On the west side of Dufferin Street, just south of Bloor, is a Wal-Mart. It is (currently) the only one in the former City of Toronto.
On the other side of Dufferin is Dufferin Grove Park. It is the very antithesis of Wal-Mart, a collective community creation that is an exemplar of neighbourhood engagement—public space of, by, and for the people.
Tonight, the Toronto Public Space Committee and Friends of Dufferin Grove Park invite you to contribute to this Hegelian dialectic by coming out for a dinner and movie screening under the stars (or, at least, trees). From 6:00-7:30 is the park's usual Friday Night Supper: "Meal payments are by donation: main plates are $6 and soup/dessert is $2-$3, but no-one [sic] is turned away." At dusk (8:30 or so), will be a screening of the 1971 NFB short The Men in the Park, followed by the feature documentary City Park: A Little Music For The Soul. The latter film, about Parc Lafontaine in Montreal, will be enjoying its Toronto premiere. Both movies will be projected from the Sumkidz Schoolbus, the engine of which is powered with waste vegetable oil and the projector and sound system of which are powered with solar energy. "The screening is FREE but we are asking for donations of $5 or PWYC."
This is what summer in the city should be all about.
Jonathan Goldsbie is a member of the Toronto Public Space Committee. Photo of Dufferin Grove's Cob Courtyard by orbz on Flickr.

Newsstand: November 23, 2009
I bet the Walmart is a much bigger draw than the park, Hegelian dialectic notwithstanding.
Not entirely sure how the gratuitous Wal-Mart bashing fits into the scheme of things, unless said store was built upon a verdant, under-utilised city park that was appropriated by the nefarious OMB (during the Harris government, natch) and kittens and puppies were sacrificed to sanctify the site before the construction began.
For movie event it might make sense to mention (as TPSC does in the last paragraph on their event page) that yes, popcorn is available from the alternative-fuel bus. Movie about public space + screened in public space + alterna-fuel-powered popcorn = good message. Movie + Wal-Mart 5-minute-hate, not so much.
I don't see how what I wrote is Wal-Mart bashing. It's just an observation that Wal-Mart is pretty much the diametric opposite of Dufferin Grove Park, something far removed from the concepts of "collective community creation," "neighbourhood engagement," and "public space." Which is not to say that it's bad. (I mean, Wal-Mart is bad, but that's almost beside the point.) It's just not my thing.
And those are all fine things, Jonathan, keeping in mind that the people who actually live in the neighborhood might need something more than "collective community creation", "neighbourhood engagement" and "public space" to put on the table and on their backs when they trundle off to school and work.
People don't shop at Wal-Mart because it's more exclusive than Holt Renfrew, they shop there because 1) it's cheap and 2) it's relatively convenient. Your argument ought to be with Canadian retailers for failing to compete successfully in the discount end of the retail spectrum.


What is expected: Down to the final line, write out the material beneath exactly, without pictures.

=====

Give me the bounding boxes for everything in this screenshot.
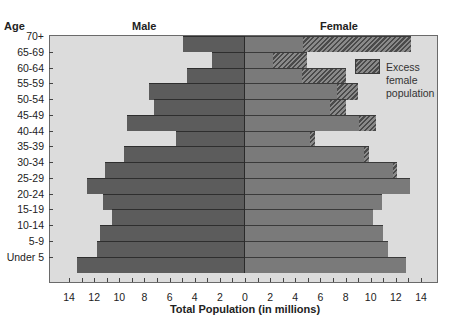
y-tick [49,99,53,100]
x-tick-label: 4 [185,291,205,303]
female-bar [245,99,330,115]
age-label: Under 5 [0,251,44,263]
x-tick-label: 8 [336,291,356,303]
male-bar [154,99,245,115]
male-bar [127,115,245,131]
x-tick [107,278,108,282]
x-tick-label: 0 [235,291,255,303]
x-tick [119,278,120,282]
x-tick [333,278,334,282]
excess-female-bar [393,162,397,178]
male-bar [187,68,245,84]
y-tick [49,194,53,195]
female-bar [245,146,364,162]
male-bar [149,83,245,99]
x-tick-label: 6 [310,291,330,303]
y-tick [49,162,53,163]
age-label: 5-9 [0,235,44,247]
x-tick [396,278,397,282]
male-bar [77,257,245,273]
x-tick [132,278,133,282]
x-tick-label: 14 [59,291,79,303]
x-tick-label: 4 [285,291,305,303]
x-tick [157,278,158,282]
x-tick [283,278,284,282]
x-tick-label: 8 [134,291,154,303]
x-tick [346,278,347,282]
female-bar [245,209,373,225]
male-bar [112,209,245,225]
x-tick [371,278,372,282]
y-tick [49,131,53,132]
age-label: 20-24 [0,188,44,200]
female-bar [245,52,273,68]
y-tick [49,83,53,84]
x-tick [144,278,145,282]
x-axis-title: Total Population (in millions) [0,303,450,315]
x-tick [258,278,259,282]
female-bar [245,36,303,52]
x-tick [320,278,321,282]
excess-female-bar [330,99,345,115]
y-tick [49,225,53,226]
male-bar [100,225,245,241]
age-label: 35-39 [0,140,44,152]
x-tick [195,278,196,282]
age-label: 55-59 [0,77,44,89]
age-label: 10-14 [0,219,44,231]
x-tick [182,278,183,282]
x-tick [245,278,246,282]
x-tick [232,278,233,282]
male-bar [124,146,245,162]
age-label: 15-19 [0,203,44,215]
y-tick [49,146,53,147]
legend-label-line-2: female [386,74,418,86]
excess-female-bar [303,36,411,52]
y-tick [49,257,53,258]
female-bar [245,257,406,273]
age-label: 50-54 [0,93,44,105]
x-tick-label: 6 [160,291,180,303]
age-label: 40-44 [0,125,44,137]
male-bar [87,178,245,194]
male-bar [103,194,245,210]
female-bar [245,115,359,131]
female-bar [245,68,302,84]
age-label: 65-69 [0,46,44,58]
x-tick [69,278,70,282]
x-tick [358,278,359,282]
female-bar [245,241,388,257]
x-tick [295,278,296,282]
male-bar [212,52,245,68]
female-bar [245,162,393,178]
y-tick [49,52,53,53]
female-bar [245,225,383,241]
x-tick [308,278,309,282]
x-tick [170,278,171,282]
legend-label-line-1: Excess [386,61,420,73]
male-bar [97,241,245,257]
female-bar [245,83,337,99]
x-tick-label: 10 [109,291,129,303]
male-header: Male [132,20,156,32]
y-tick [49,241,53,242]
x-tick-label: 12 [84,291,104,303]
age-label: 70+ [0,30,44,42]
y-tick [49,115,53,116]
female-bar [245,131,310,147]
x-tick [94,278,95,282]
x-tick [383,278,384,282]
excess-female-bar [302,68,346,84]
x-tick [82,278,83,282]
legend-label-line-3: population [386,87,434,99]
x-tick [207,278,208,282]
age-label: 25-29 [0,172,44,184]
excess-female-bar [273,52,307,68]
excess-female-bar [337,83,358,99]
x-tick-label: 2 [260,291,280,303]
female-bar [245,194,382,210]
x-tick [421,278,422,282]
x-tick-label: 12 [386,291,406,303]
y-tick [49,209,53,210]
age-label: 45-49 [0,109,44,121]
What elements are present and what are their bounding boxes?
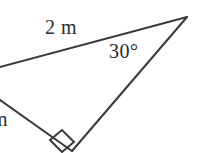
triangle-side-top xyxy=(0,17,187,76)
triangle-side-right xyxy=(72,17,187,151)
angle-label-30-degrees: 30° xyxy=(109,41,139,61)
side-length-label-top: 2 m xyxy=(45,17,77,37)
right-triangle-figure: 2 m 30° m xyxy=(0,0,197,153)
side-length-label-left: m xyxy=(0,109,8,129)
triangle-side-left xyxy=(0,76,72,151)
triangle-drawing xyxy=(0,0,197,153)
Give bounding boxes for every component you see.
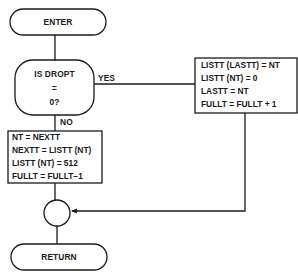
arrowhead-icon (71, 209, 77, 214)
yes-box-line-2: LISTT (NT) = 0 (201, 72, 258, 85)
decision-line-2: = (15, 83, 94, 93)
yes-return-line (72, 113, 245, 211)
yes-box-line-3: LASTT = NT (201, 85, 249, 98)
yes-box-line-1: LISTT (LASTT) = NT (201, 59, 280, 72)
yes-box-line-4: FULLT = FULLT + 1 (201, 98, 277, 111)
no-box-line-3: LISTT (NT) = 512 (12, 157, 78, 170)
no-box-line-1: NT = NEXTT (12, 131, 60, 144)
merge-connector (44, 200, 70, 226)
decision-line-3: 0? (15, 97, 94, 107)
yes-label: YES (98, 73, 115, 83)
no-box-line-2: NEXTT = LISTT (NT) (12, 144, 91, 157)
no-label: NO (60, 117, 73, 127)
decision-line-1: IS DROPT (15, 69, 94, 79)
enter-label: ENTER (10, 17, 106, 27)
no-box-line-4: FULLT = FULLT−1 (12, 170, 83, 183)
return-label: RETURN (11, 252, 107, 262)
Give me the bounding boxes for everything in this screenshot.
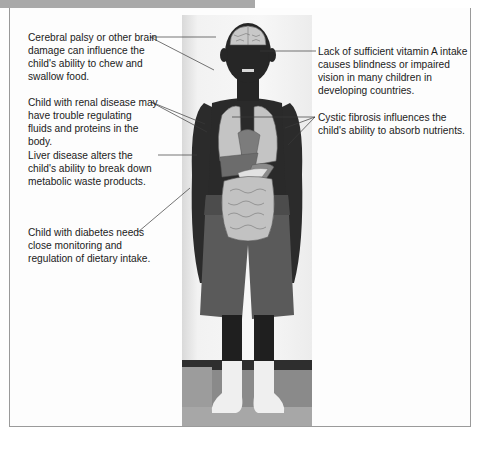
child-photo	[182, 15, 312, 426]
child-figure-illustration	[182, 15, 312, 426]
label-renal-disease: Child with renal disease may have troubl…	[28, 96, 158, 148]
label-vitamin-a: Lack of sufficient vitamin A intake caus…	[318, 45, 468, 97]
label-liver-disease: Liver disease alters the child's ability…	[28, 149, 163, 188]
header-bar	[0, 0, 255, 8]
label-cystic-fibrosis: Cystic fibrosis influences the child's a…	[318, 111, 473, 137]
label-brain-damage: Cerebral palsy or other brain damage can…	[28, 31, 158, 83]
label-diabetes: Child with diabetes needs close monitori…	[28, 226, 163, 265]
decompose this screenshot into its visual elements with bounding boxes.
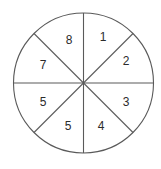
sector-label-8: 8 xyxy=(66,33,73,47)
wheel-diagram: 1 2 3 4 5 5 7 8 xyxy=(0,0,161,169)
sector-label-4: 4 xyxy=(98,119,105,133)
sector-label-1: 1 xyxy=(100,30,107,44)
sector-label-5b: 5 xyxy=(40,95,47,109)
sector-label-5a: 5 xyxy=(65,119,72,133)
sector-label-3: 3 xyxy=(123,95,130,109)
spinner-wheel-figure: 1 2 3 4 5 5 7 8 xyxy=(0,0,161,169)
sector-label-2: 2 xyxy=(123,54,130,68)
sector-label-7: 7 xyxy=(40,58,47,72)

=====

Your response:
Give me the bounding boxes for everything in this screenshot.
y-tick [49,99,53,100]
x-tick-label: 4 [185,291,205,303]
female-bar [245,99,330,115]
age-label: Under 5 [0,251,44,263]
x-tick-label: 8 [336,291,356,303]
male-bar [154,99,245,115]
male-bar [127,115,245,131]
x-tick [107,278,108,282]
x-tick-label: 0 [235,291,255,303]
x-tick [119,278,120,282]
x-tick [333,278,334,282]
excess-female-bar [393,162,397,178]
male-bar [187,68,245,84]
y-tick [49,194,53,195]
female-bar [245,146,364,162]
male-bar [149,83,245,99]
x-tick-label: 6 [310,291,330,303]
y-tick [49,162,53,163]
age-label: 5-9 [0,235,44,247]
x-tick [396,278,397,282]
male-bar [77,257,245,273]
x-tick [132,278,133,282]
x-tick-label: 14 [59,291,79,303]
x-tick-label: 4 [285,291,305,303]
x-tick [157,278,158,282]
x-tick [283,278,284,282]
x-tick-label: 8 [134,291,154,303]
x-tick [346,278,347,282]
female-bar [245,209,373,225]
male-bar [112,209,245,225]
x-tick [371,278,372,282]
y-tick [49,131,53,132]
age-label: 20-24 [0,188,44,200]
female-bar [245,52,273,68]
y-tick [49,83,53,84]
x-tick [144,278,145,282]
x-axis-title: Total Population (in millions) [0,303,450,315]
x-tick [258,278,259,282]
female-bar [245,36,303,52]
x-tick [320,278,321,282]
excess-female-bar [330,99,345,115]
y-tick [49,225,53,226]
male-bar [100,225,245,241]
age-label: 35-39 [0,140,44,152]
x-tick [195,278,196,282]
age-label: 55-59 [0,77,44,89]
age-label: 10-14 [0,219,44,231]
x-tick [182,278,183,282]
x-tick [245,278,246,282]
x-tick [232,278,233,282]
male-bar [124,146,245,162]
age-label: 15-19 [0,203,44,215]
y-tick [49,146,53,147]
legend-label-line-2: female [386,74,418,86]
excess-female-bar [303,36,411,52]
y-tick [49,257,53,258]
female-bar [245,257,406,273]
age-label: 50-54 [0,93,44,105]
x-tick-label: 6 [160,291,180,303]
age-label: 40-44 [0,125,44,137]
male-bar [87,178,245,194]
male-bar [103,194,245,210]
female-bar [245,115,359,131]
female-bar [245,68,302,84]
age-label: 65-69 [0,46,44,58]
x-tick [69,278,70,282]
x-tick [358,278,359,282]
female-bar [245,241,388,257]
x-tick [295,278,296,282]
male-bar [212,52,245,68]
female-bar [245,162,393,178]
y-tick [49,52,53,53]
female-bar [245,225,383,241]
x-tick [308,278,309,282]
x-tick [170,278,171,282]
legend-label-line-1: Excess [386,61,420,73]
male-bar [97,241,245,257]
female-bar [245,83,337,99]
x-tick-label: 10 [109,291,129,303]
male-header: Male [132,20,156,32]
y-tick [49,241,53,242]
x-tick-label: 12 [84,291,104,303]
age-label: 70+ [0,30,44,42]
y-tick [49,115,53,116]
female-bar [245,131,310,147]
x-tick [94,278,95,282]
x-tick [383,278,384,282]
excess-female-bar [302,68,346,84]
x-tick [82,278,83,282]
legend-label-line-3: population [386,87,434,99]
x-tick [207,278,208,282]
age-label: 25-29 [0,172,44,184]
excess-female-bar [273,52,307,68]
excess-female-bar [337,83,358,99]
x-tick-label: 2 [260,291,280,303]
female-bar [245,194,382,210]
x-tick [421,278,422,282]
x-tick-label: 12 [386,291,406,303]
y-tick [49,209,53,210]
age-label: 45-49 [0,109,44,121]
What elements are present and what are their bounding boxes?
triangle-side-top xyxy=(0,17,187,76)
triangle-side-right xyxy=(72,17,187,151)
angle-label-30-degrees: 30° xyxy=(109,41,139,61)
side-length-label-top: 2 m xyxy=(45,17,77,37)
right-triangle-figure: 2 m 30° m xyxy=(0,0,197,153)
side-length-label-left: m xyxy=(0,109,8,129)
triangle-side-left xyxy=(0,76,72,151)
triangle-drawing xyxy=(0,0,197,153)
Give bounding boxes for every component you see.
arrowhead-icon (71, 209, 77, 214)
yes-box-line-2: LISTT (NT) = 0 (201, 72, 258, 85)
decision-line-2: = (15, 83, 94, 93)
yes-return-line (72, 113, 245, 211)
yes-box-line-3: LASTT = NT (201, 85, 249, 98)
yes-box-line-1: LISTT (LASTT) = NT (201, 59, 280, 72)
yes-box-line-4: FULLT = FULLT + 1 (201, 98, 277, 111)
no-box-line-3: LISTT (NT) = 512 (12, 157, 78, 170)
no-box-line-1: NT = NEXTT (12, 131, 60, 144)
merge-connector (44, 200, 70, 226)
decision-line-3: 0? (15, 97, 94, 107)
yes-label: YES (98, 73, 115, 83)
no-box-line-2: NEXTT = LISTT (NT) (12, 144, 91, 157)
no-label: NO (60, 117, 73, 127)
decision-line-1: IS DROPT (15, 69, 94, 79)
enter-label: ENTER (10, 17, 106, 27)
no-box-line-4: FULLT = FULLT−1 (12, 170, 83, 183)
return-label: RETURN (11, 252, 107, 262)
Give me the bounding boxes for everything in this screenshot.
child-photo	[182, 15, 312, 426]
child-figure-illustration	[182, 15, 312, 426]
label-renal-disease: Child with renal disease may have troubl…	[28, 96, 158, 148]
label-vitamin-a: Lack of sufficient vitamin A intake caus…	[318, 45, 468, 97]
label-liver-disease: Liver disease alters the child's ability…	[28, 149, 163, 188]
header-bar	[0, 0, 255, 8]
label-cystic-fibrosis: Cystic fibrosis influences the child's a…	[318, 111, 473, 137]
label-brain-damage: Cerebral palsy or other brain damage can…	[28, 31, 158, 83]
label-diabetes: Child with diabetes needs close monitori…	[28, 226, 163, 265]
decompose this screenshot into its visual elements with bounding boxes.
sector-label-8: 8 xyxy=(66,33,73,47)
wheel-diagram: 1 2 3 4 5 5 7 8 xyxy=(0,0,161,169)
sector-label-4: 4 xyxy=(98,119,105,133)
sector-label-1: 1 xyxy=(100,30,107,44)
sector-label-5b: 5 xyxy=(40,95,47,109)
sector-label-5a: 5 xyxy=(65,119,72,133)
sector-label-3: 3 xyxy=(123,95,130,109)
spinner-wheel-figure: 1 2 3 4 5 5 7 8 xyxy=(0,0,161,169)
sector-label-2: 2 xyxy=(123,54,130,68)
sector-label-7: 7 xyxy=(40,58,47,72)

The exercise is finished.